An hour later, Henry and I were in our guild hall on Speculus, poring over the internet together, searching for anything we could find about this David Hassan. Apart from archived news articles, there were a ton of websites dedicated to him—most of them old, 2-D slabs that didn’t translate over to VR very well—but none of them actually had any of his data. They were all conspiracy theory sites, most with subpages about Roswell, New Mexico, the Loch Ness monster and the pyramids at Giza. I found more information about “Atlantis” than about Hassan himself.

“I don’t get it,” I said, closing yet another window and turning to Henry. “All these sites, they just say that the Atlantean Arches are evidence of aliens. They only mention David Hassan briefly in passing, and there doesn’t actually seem to be any connection between him and the arches themselves. It’s all just about the existence of aliens as tangential proof for all their other conspiracies. So why did my dad ask Abuelo about him, and not about the arches in Veracruz or anything like that?”

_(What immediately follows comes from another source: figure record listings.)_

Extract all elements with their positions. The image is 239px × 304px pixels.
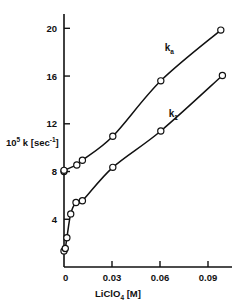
svg-text:105 k [sec-1]: 105 k [sec-1] <box>6 136 59 148</box>
series-label-k_1: k1 <box>169 108 179 121</box>
data-point-k_1 <box>79 198 85 204</box>
y-tick-label: 8 <box>52 166 57 177</box>
data-point-k_1 <box>62 245 68 251</box>
x-axis-label: LiClO4 [M] <box>95 288 141 301</box>
svg-text:LiClO4 [M]: LiClO4 [M] <box>95 288 141 301</box>
x-axis-ticks: 00.030.060.09 <box>63 261 217 283</box>
y-tick-label: 4 <box>52 214 58 225</box>
x-label-tail: [M] <box>124 288 141 299</box>
kinetics-line-chart: 48121620 00.030.060.09 105 k [sec-1] LiC… <box>0 0 239 304</box>
y-tick-label: 20 <box>46 23 57 34</box>
data-point-k_a <box>110 133 116 139</box>
x-tick-label: 0.06 <box>151 272 170 283</box>
data-point-k_1 <box>73 199 79 205</box>
x-label-base: LiClO <box>95 288 120 299</box>
data-point-k_a <box>79 157 85 163</box>
data-curves <box>63 30 222 251</box>
data-point-k_1 <box>219 72 225 78</box>
data-point-k_1 <box>64 235 70 241</box>
x-tick-label: 0 <box>63 272 68 283</box>
series-label-k_a: ka <box>165 42 175 55</box>
y-axis-ticks: 48121620 <box>46 23 70 225</box>
y-label-tail: ] <box>56 137 59 148</box>
y-axis-label: 105 k [sec-1] <box>6 136 59 148</box>
data-point-k_a <box>61 167 67 173</box>
series-line-k_1 <box>64 75 222 250</box>
data-point-k_1 <box>158 128 164 134</box>
series-line-k_a <box>63 30 221 171</box>
data-point-k_1 <box>110 164 116 170</box>
y-label-base: 10 <box>6 137 17 148</box>
x-tick-label: 0.03 <box>103 272 122 283</box>
data-points <box>61 27 226 254</box>
data-point-k_a <box>218 27 224 33</box>
series-annotations: kak1 <box>165 42 179 121</box>
chart-figure: 48121620 00.030.060.09 105 k [sec-1] LiC… <box>0 0 239 304</box>
x-tick-label: 0.09 <box>199 272 218 283</box>
data-point-k_a <box>74 162 80 168</box>
data-point-k_1 <box>68 211 74 217</box>
data-point-k_a <box>158 78 164 84</box>
y-tick-label: 12 <box>46 118 57 129</box>
y-tick-label: 16 <box>46 71 57 82</box>
y-label-mid: k [sec <box>20 137 50 148</box>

Henry sighed, swiping through another mountain of text blearily. “Search me, dude. The most I can get is that this guy may have found evidence of precolonial life on Mars. But what sort of evidence? Like, the stuff at Erick’s dig site? Or something else?”

I flopped back on the virtual sofa—a large, stuffed thing, complete with mastodon-tusk embellishments. “If only we could actually talk to this guy. We could ask him ourselves.”

Henry stopped scrolling. “Do you think he’s still alive?”

“I dunno. He’d probably be pushing a hundred if he was.”

“Maybe not. The pics of him on the news articles made him look pretty young. Like maybe your grandpa’s age now, or just a little older.”

“But even if he is still alive,” I said, “how are we supposed to track him down? I haven’t seen any record of him at all after the 2040s. He could be anywhere, on either world.” I glanced at the giant steampunk grandfather’s clock against the masonry wall and groaned. “It’s nearly two in the morning. We’ve got to be up for school in four hours.”

“Fine. If you’re tired, go to bed,” Henry said.

“But what about you?”

“I just want to check this out. You go catch some Zs. Try not to have nightmares about royally screwing up with Tamara.”

I paused, my hands halfway up to my headset. “Do you just get joy out of being a dick or something?”

Henry grinned. “You know it. After all, I passed on a real chicken dinner for you.”

I scowled and pulled the headset off.